I have the following variable indicating whether an observation is working or unemployed, where 0 indicates working and 1 refers to unemployed.
dataex unemp
input float unemp
0
0
0
0
1
.
1
When I tabulate the variable:
Unemploymen |
t | Freq.
------------+--------------
Employed | 80
Unemployed | 20
Total LF 100
I essentially want to divide 20/100, to obtain a total unemployment variable of 20%. I have done this manually now, but think it is better to automate this as I also want to compute unemployment by different education groups and geographic regions.
gen unemployment_broad = .
replace unemployment_broad = (20/100)*100
The education variable is as follows, where 1 "Less than basic", 2 "Basic", 3 "Secondary", 4 "Higher education",
Is there a way to compute unemployment rate by each education group?
input float educ
2
4
4
4
2
4
1
3
3
3
Using Cybernike's solution, I tried to create a variable showing unemployment by education as follows, but I got an error:
gen unemp_educ = .
replace unemp_educ = bysort educ: summarize unemp
I essentially want to visualize unemployment by education. With something like this:
graph hbar (mean) Unemployment, over(education)
This is because I also intend to replicate the same equation by demographic group, gender, etc.
Your unemployment
variable is coded as 0/1. Therefore, you can obtain the proportion unemployed by taking the mean value. You could do this using the summarize
command, or using the collapse
command. Both of these can be performed by education
group.
clear
input unemp educ
0 2
0 4
0 4
0 4
1 2
0 3
1 3
1 1
1 3
end
bysort educ: summarize unemp
collapse (mean) unemp, by(educ)
list
+-----------------+
| educ unemp |
|-----------------|
1. | 1 1 |
2. | 2 .5 |
3. | 3 .6666667 |
4. | 4 0 |
+-----------------+
In response to your edit, you can also save the mean values to the original dataset using:
bysort educ: egen unemp_mean = mean(unemp)
Your code for plotting the data seems to work fine.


Using the material that follows, identify and copy each line with the string "tail".
______________________________
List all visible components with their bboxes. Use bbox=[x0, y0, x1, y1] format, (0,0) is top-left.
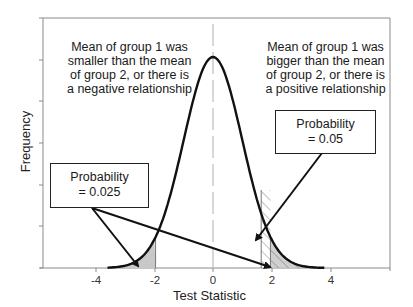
callout-line: Probability bbox=[51, 170, 148, 185]
x-axis-label: Test Statistic bbox=[173, 288, 246, 303]
note-line: smaller than the mean bbox=[52, 54, 207, 68]
note-line: of group 2, or there is bbox=[52, 68, 207, 82]
note-line: of group 2, or there is bbox=[248, 68, 403, 82]
note-line: bigger than the mean bbox=[248, 54, 403, 68]
callout-line: Probability bbox=[276, 117, 375, 132]
x-axis-ticks bbox=[96, 268, 331, 272]
x-tick-label: 2 bbox=[257, 274, 287, 286]
positive-relationship-note: Mean of group 1 was bigger than the mean… bbox=[248, 40, 403, 96]
note-line: a negative relationship bbox=[52, 82, 207, 96]
y-axis-label: Frequency bbox=[18, 107, 33, 177]
x-tick-label: 4 bbox=[316, 274, 346, 286]
probability-0025-callout: Probability = 0.025 bbox=[50, 163, 149, 208]
note-line: Mean of group 1 was bbox=[52, 40, 207, 54]
arrow-left-tail bbox=[92, 208, 138, 266]
probability-005-callout: Probability = 0.05 bbox=[275, 110, 376, 154]
note-line: Mean of group 1 was bbox=[248, 40, 403, 54]
arrow-right-tail bbox=[92, 208, 270, 267]
negative-relationship-note: Mean of group 1 was smaller than the mea… bbox=[52, 40, 207, 96]
x-tick-label: 0 bbox=[198, 274, 228, 286]
callout-line: = 0.05 bbox=[276, 132, 375, 147]
y-axis-ticks bbox=[39, 18, 43, 268]
x-tick-label: -4 bbox=[81, 274, 111, 286]
callout-line: = 0.025 bbox=[51, 185, 148, 200]
note-line: a positive relationship bbox=[248, 82, 403, 96]
x-tick-label: -2 bbox=[140, 274, 170, 286]
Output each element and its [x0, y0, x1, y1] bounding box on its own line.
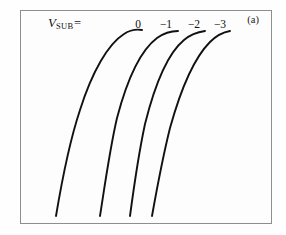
______________________________
OUTPUT OF THE TASK:
arrow-left-tail bbox=[92, 208, 138, 266]
arrow-right-tail bbox=[92, 208, 270, 267]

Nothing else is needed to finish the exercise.